There are now at least 36 foreign security companies -- most from the United States and Britain -- and 16 Iraqi firms registered to operate here, according to the Interior Ministry, and as many as 50 more are believed to have set up shop illegally. Their total workforce is estimated at 25,000; many are military veterans, though levels of experience vary. As of December, contracts to provide security for U.S. government agencies and reconstruction firms in Iraq had surpassed $766 million, according to a recent Government Accountability Office report.
"As the security world rapidly expanded, I think some had to incorporate into their labor pool people with significantly less experience," said Harry Schute, who commanded an Army civil affairs battalion in northern Iraq from March 2003 until early 2004 and now serves as an adviser to the Kurdistan regional government, which has its capital in Irbil.
Johann R. Jones, director of the Private Security Company Association of Iraq, a trade organization representing such companies, known as PSCs, disputed Horst's characterization of their performance in an e-mail response to written questions.
"Whilst the behavior of a few PSCs is unhelpful, we have to also keep in mind that 'bad apples' are present in all organizations, including the MNF-I," wrote Jones, using the acronym for Multinational Forces-Iraq, the U.S.-led military coalition here. "There have been huge strides amongst the Iraqi government to regulate and maintain accountability regarding PSCs.
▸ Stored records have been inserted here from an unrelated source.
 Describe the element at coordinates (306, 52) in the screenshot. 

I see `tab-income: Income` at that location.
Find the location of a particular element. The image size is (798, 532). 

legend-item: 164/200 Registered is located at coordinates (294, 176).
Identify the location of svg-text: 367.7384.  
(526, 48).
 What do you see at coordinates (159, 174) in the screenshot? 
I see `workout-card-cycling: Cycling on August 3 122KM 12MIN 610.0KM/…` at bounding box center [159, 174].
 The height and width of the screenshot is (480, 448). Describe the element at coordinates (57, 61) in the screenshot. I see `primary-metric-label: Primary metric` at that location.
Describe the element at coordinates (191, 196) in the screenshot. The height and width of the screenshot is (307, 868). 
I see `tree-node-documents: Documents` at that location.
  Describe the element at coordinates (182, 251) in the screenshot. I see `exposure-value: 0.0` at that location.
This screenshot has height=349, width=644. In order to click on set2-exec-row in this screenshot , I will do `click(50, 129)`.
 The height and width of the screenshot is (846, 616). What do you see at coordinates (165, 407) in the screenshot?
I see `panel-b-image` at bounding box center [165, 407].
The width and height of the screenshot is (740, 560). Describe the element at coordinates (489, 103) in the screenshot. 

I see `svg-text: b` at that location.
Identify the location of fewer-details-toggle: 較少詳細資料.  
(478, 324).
There have also been huge strides within the PSC community to identify those that behave in an unacceptable manner."
The U.S. Embassy official said that he was "extremely concerned" about shooting incidents involving private security companies but that the vast majority of security contractors were highly professional. Of 122 shootings by contractors protecting embassy officials since July 2004, only three have resulted in disciplinary actions, according to U.S. officials who monitor private security companies.
"Look, we're in a war zone," the official said. "They are high targets. The insurgents know when they see SUVs rolling down the street. There are people trying to kill them all the time, and sometimes they have to respond."
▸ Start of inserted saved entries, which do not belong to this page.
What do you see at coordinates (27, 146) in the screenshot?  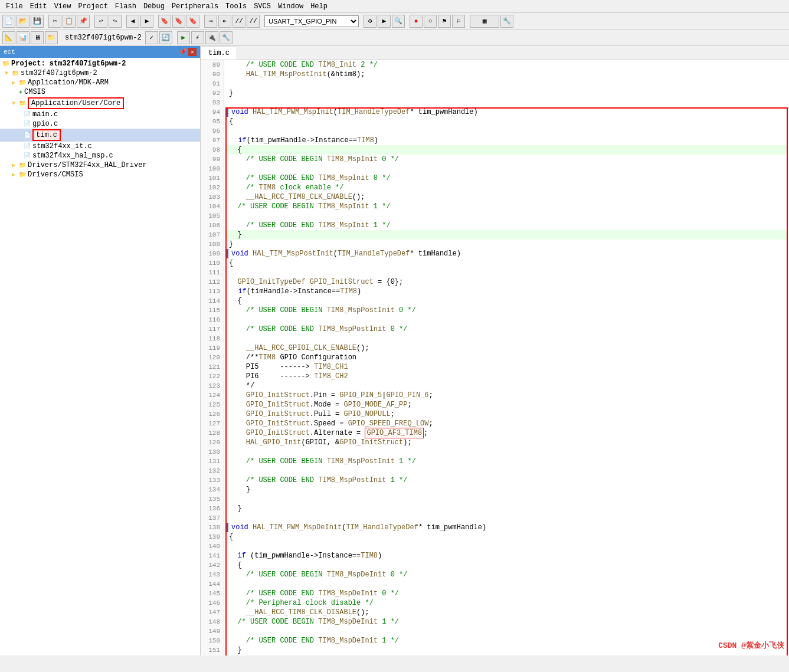 I see `it-c-icon: 📄` at bounding box center [27, 146].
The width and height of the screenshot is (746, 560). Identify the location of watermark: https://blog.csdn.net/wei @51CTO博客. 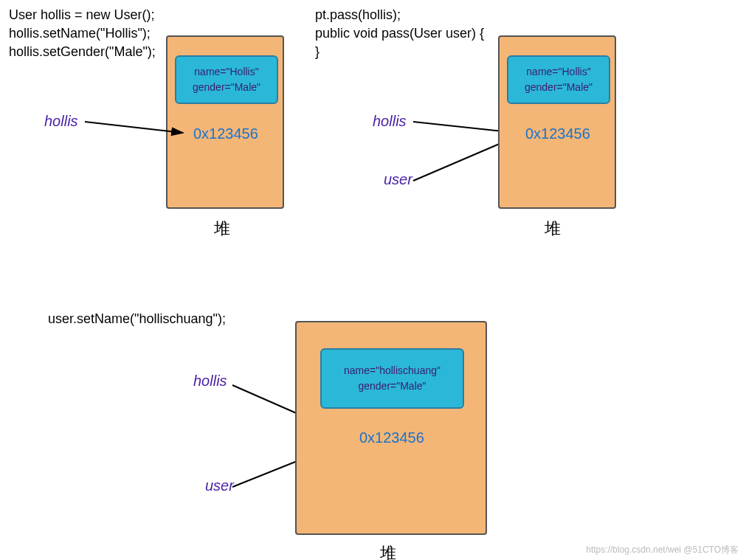
(663, 550).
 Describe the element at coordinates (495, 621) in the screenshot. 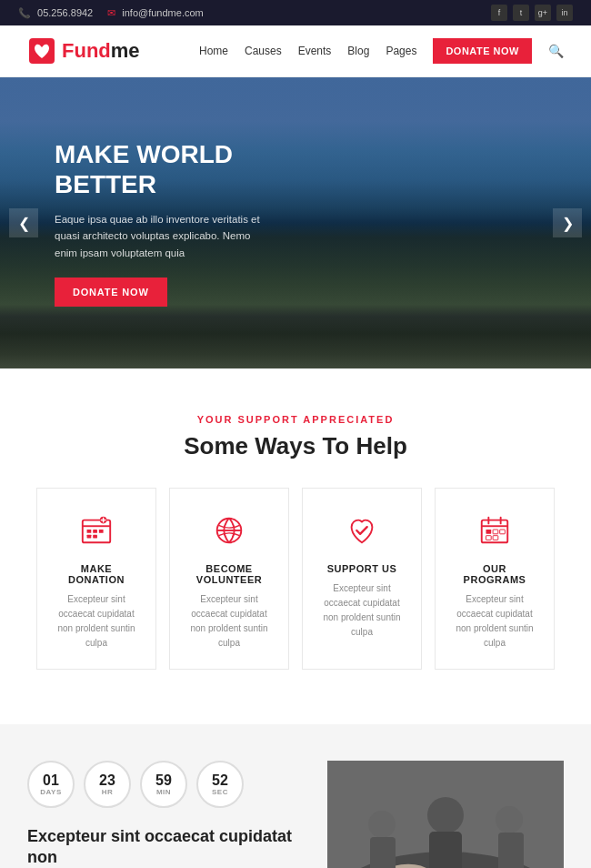

I see `programs-desc: Excepteur sint occaecat cupidatat non pr…` at that location.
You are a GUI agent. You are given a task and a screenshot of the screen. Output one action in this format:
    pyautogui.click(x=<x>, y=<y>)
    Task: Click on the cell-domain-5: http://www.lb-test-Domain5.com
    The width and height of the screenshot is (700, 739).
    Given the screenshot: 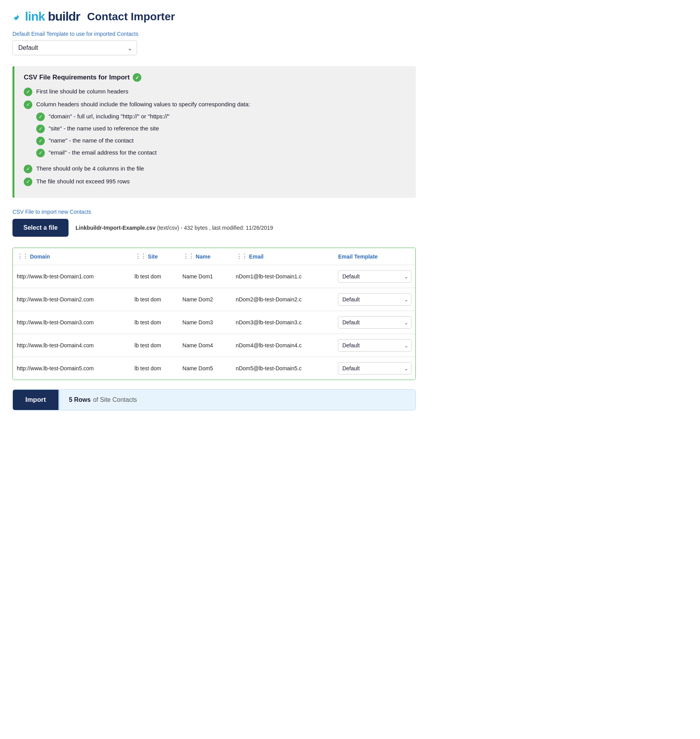 What is the action you would take?
    pyautogui.click(x=72, y=368)
    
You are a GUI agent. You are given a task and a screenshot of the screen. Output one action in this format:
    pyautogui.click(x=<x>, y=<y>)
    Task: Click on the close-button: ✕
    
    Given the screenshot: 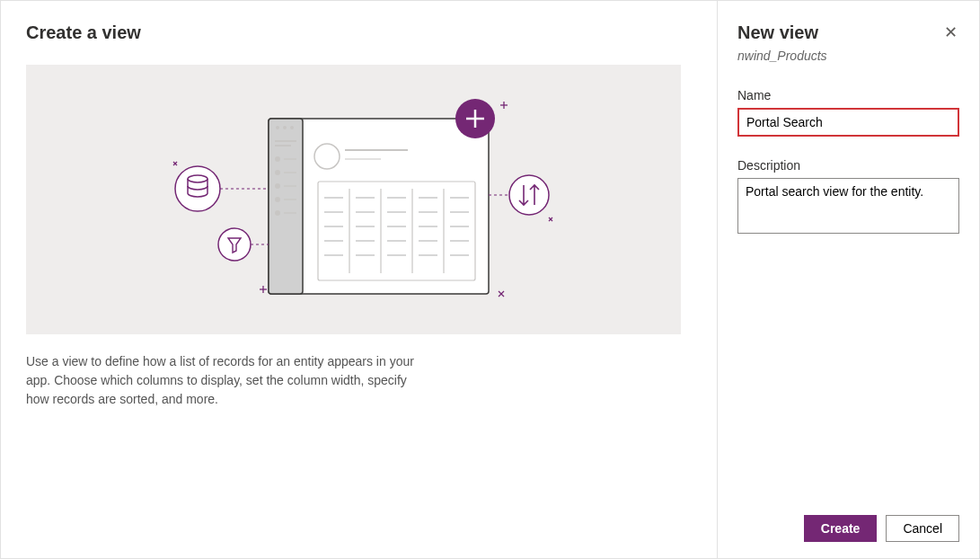 What is the action you would take?
    pyautogui.click(x=950, y=32)
    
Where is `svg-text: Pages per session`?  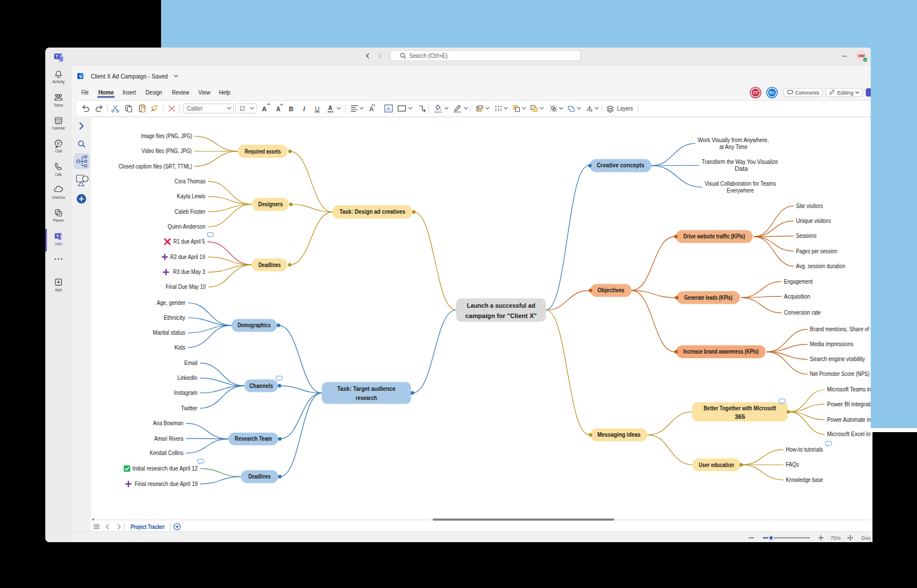 svg-text: Pages per session is located at coordinates (817, 251).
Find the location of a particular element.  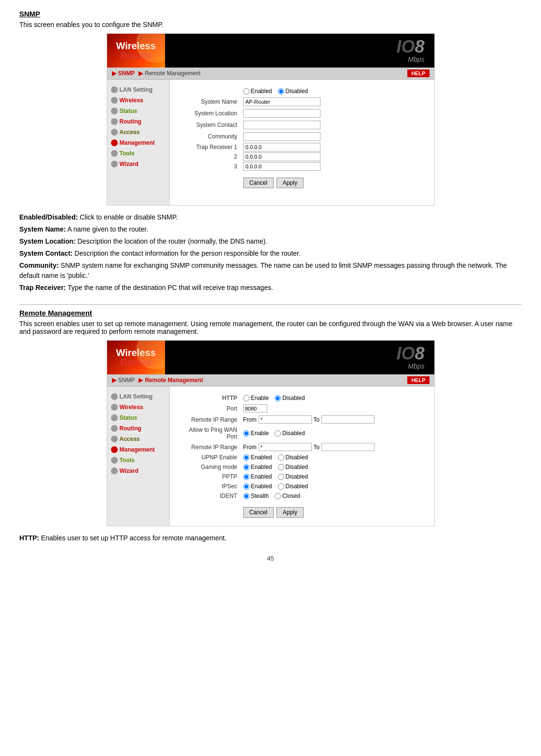

remote-screenshot: Wireless Router IO8 Mbps ▶ SNMP ▶ Remote… is located at coordinates (271, 433).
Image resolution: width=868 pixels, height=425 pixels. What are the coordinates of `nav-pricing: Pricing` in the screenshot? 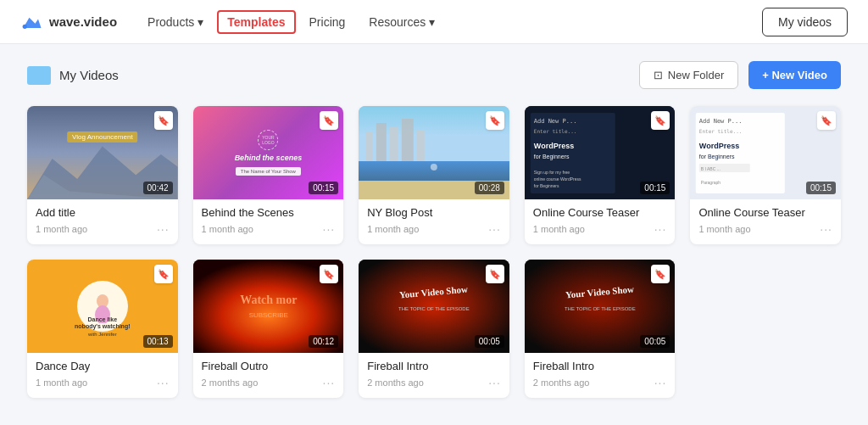 It's located at (327, 22).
Security and other contractors working in Iraq have been frequent victims of violence. According to a Defense Department report to Congress last month, 166 contractors were killed and 1,005 wounded between May 1, 2003, and Oct. 28, 2004. The most publicized incident came on March 31, 2004, when four employees of Blackwater Security Consulting, a North Carolina-based company, were killed and their bodies dragged through the volatile western city of Fallujah.
While many security companies perform military-style tasks, often on behalf of the U.S. government, they are not under the armed services' command. In response to a congressional request for more information on oversight of security contractors, the Pentagon said the military's relationship with them was "one of coordination, not control."
Horst declined to provide the name of the contractors whose employees were involved in the 12 shootings he documented in the Baghdad area. But he left no doubt that he believed the May 12 incident, in which three people were killed, led directly to the attack on his soldiers that came days later on the same block.
"Do you think that's an insurgent action? Hell no," Horst said. "That's someone paying us back because their people got killed. And we had absolutely nothing to do with it."
Asadi, the Interior Ministry official, said Iraqi civilians nevertheless think private security guards are American soldiers. "They have the same bodies, the same looks," he said. "The only difference is the Humvees," vehicles used by the military but not by private firms.